The Election Vocabularist: Did the word parliament come from parabola?

  • Published
Parliament and parabola
Image caption,

Behind the curve? Why is 'parliament' like a parabola?

This is the day on which Britons vote for candidates seeking to become MPs. What is the history behind these words?

The word vote derives from the Latin votum, as is "vow" (which is what it means) and it is close kin to words denoting a religious dedication, such as votive and votary.

Until the 17th Century it was far better known in Scotland than in England, and it was in Scotland in the 16th Century that (sometimes spelt voit) it began to mean an expression of wish when a decision is taken or an appointment made.

A Scottish Act of 1585, external provided that in county parliamentary elections "nane to have voit bot sik as hes fourtie shilling land in free-tennendry halden of the King".

At that time the word "voice" was common in England to mean a vote. Shakespeare's Coriolanus has a wearyingly long scene, external in which the Bard, in characteristic mob-deriding mood, examines whether the hero will get enough "voices" to become consul. "He has done nobly, and cannot go without any honest man's voice," one supporter cries. There is no hint that "votes" might be used instead.

Whether James VI told the English to start using "vote" when he took over as their king in 1603 is not known. Yet in the 17th Century English political writers such as Thomas Hobbes, external were happily using it as we do today.

Candidate in Latin is candidatus - which means "whitened" or "brightened".

One of its earliest uses in English is in Shakespeare's Titus Andronicus,, external whose hero is offered a white robe and told "Be candidatus then and put it on, And help to set a head on headless Rome".

It comes from candidus meaning shining white, descended from an old word which gives us terms linked to purity and honesty, including candid and candour - and also to glowing and shining, like incandescent, and even burning, like incendiary, incense and candle.

Candidates wore togas which were coloured bright white, according to Isidore of Seville,, external a bishop writing in the 7th Century.

Image source, ALAMY
Image caption,

Did James VI bring the word "vote" with him to England?

That is very late to describe a practice in classical Rome - but there are also hints in the writings of the satirist Persius,, external and in the name given to a speech made by Cicero when he was running for consul in 64BC - "Oratio in toga candida" or "Speech in a white toga". , external

Whitening togas is linked by Isidore and Persius with the practice of "ambitio" - literally "walking about" seeking support. We would call it canvassing. The practice was often frowned on in Rome as was "ambition" in English.

Isidore said "creta" was added to the toga, normally a natural woollen colour, to make it stand out, and this is usually taken to mean chalk. But it can also mean white clay, and perhaps the "pipeclay" which could be made into a paste, and was once used to whiten British soldiers' belts, is more likely.

Parliament is a word whose recent history is pretty straightforward, but whose early connections are quite surprising.

Obviously it comes from the word for "talk" in late Latin, related to the French parlez-vous. From the early Middle Ages the idea of a ruler holding a "parlement" or "parlamentum" - a discussion - shaded into the idea of the discussion meeting itself.

Trace it further back, and you discover that words starting with parl- are linked to the Spanish palabra, and our own "palaver" - which is thought to have been copied by English sailors from the Portuguese.

Further back we come to parable, meaning a saying - in English, more particularly, a story in the Bible with a second, moral meaning,. That gives a clue to its Greek original, which is parabola.

Now a parabola in English is a rather pleasing symmetrical curve, but originally in Greek it meant putting two things side by side - from para, as in "parallel", and ballo, meaning "throw" (think of "ballistic").

From there it meant a "comparison" and so a saying or proverb.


WHAT THIS TASK INVOLVES
At the line containing "Locate an element", begin an exact copy of the lines below and continue through the final one, with no pictures.

#### TASK MATERIAL

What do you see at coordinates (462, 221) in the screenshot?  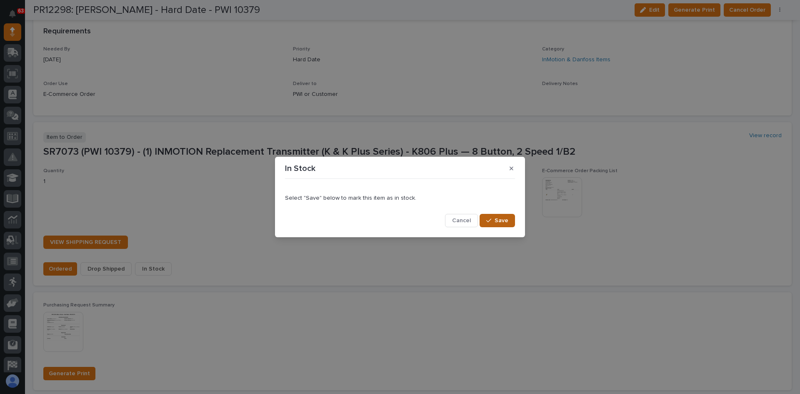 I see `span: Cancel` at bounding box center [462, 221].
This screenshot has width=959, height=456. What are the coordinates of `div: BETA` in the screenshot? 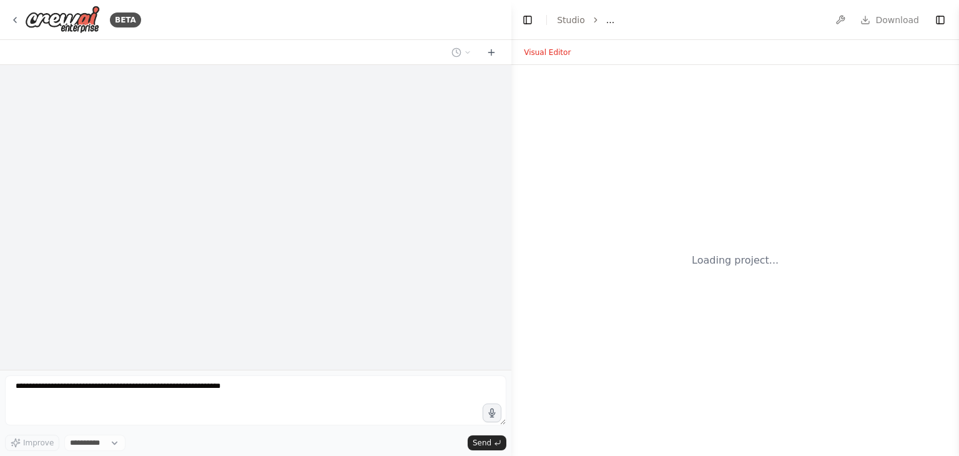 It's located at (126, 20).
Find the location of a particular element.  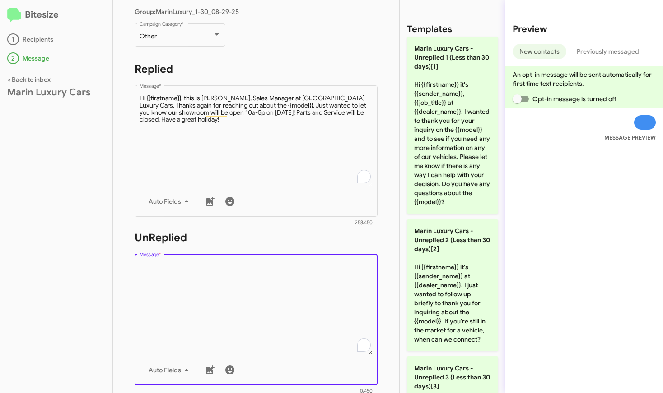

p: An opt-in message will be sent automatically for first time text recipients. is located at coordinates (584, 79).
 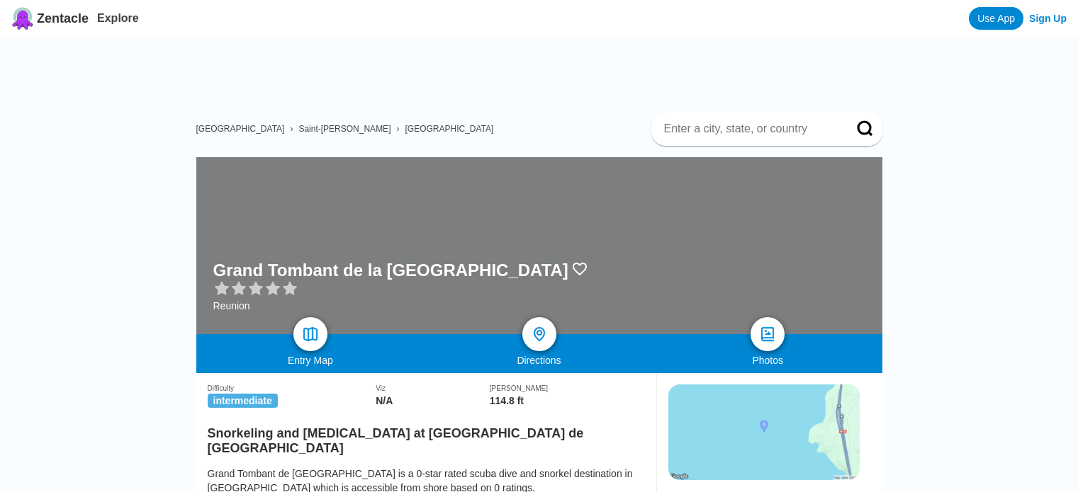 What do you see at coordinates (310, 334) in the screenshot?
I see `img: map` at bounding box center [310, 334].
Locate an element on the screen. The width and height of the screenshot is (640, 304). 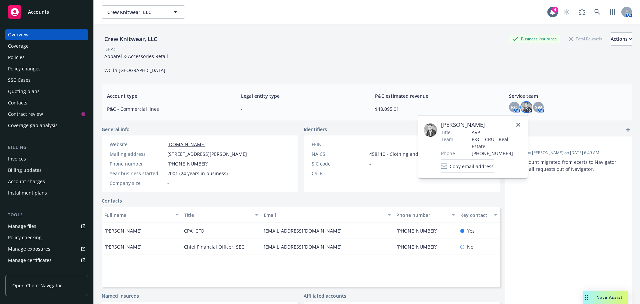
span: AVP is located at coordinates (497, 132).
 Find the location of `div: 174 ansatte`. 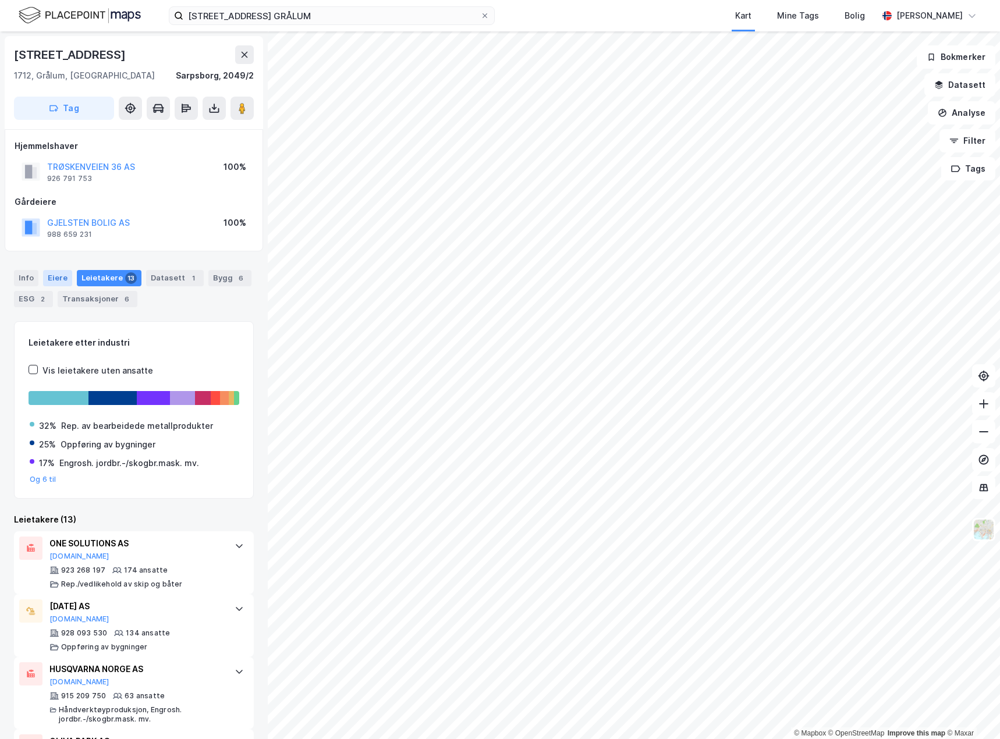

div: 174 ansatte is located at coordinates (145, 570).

########

ANSWER TO THIS TASK
Locate an element on the screen. The width and height of the screenshot is (640, 304). 
span: AVP is located at coordinates (497, 132).
 Find the location of `div: 174 ansatte`. 

div: 174 ansatte is located at coordinates (145, 570).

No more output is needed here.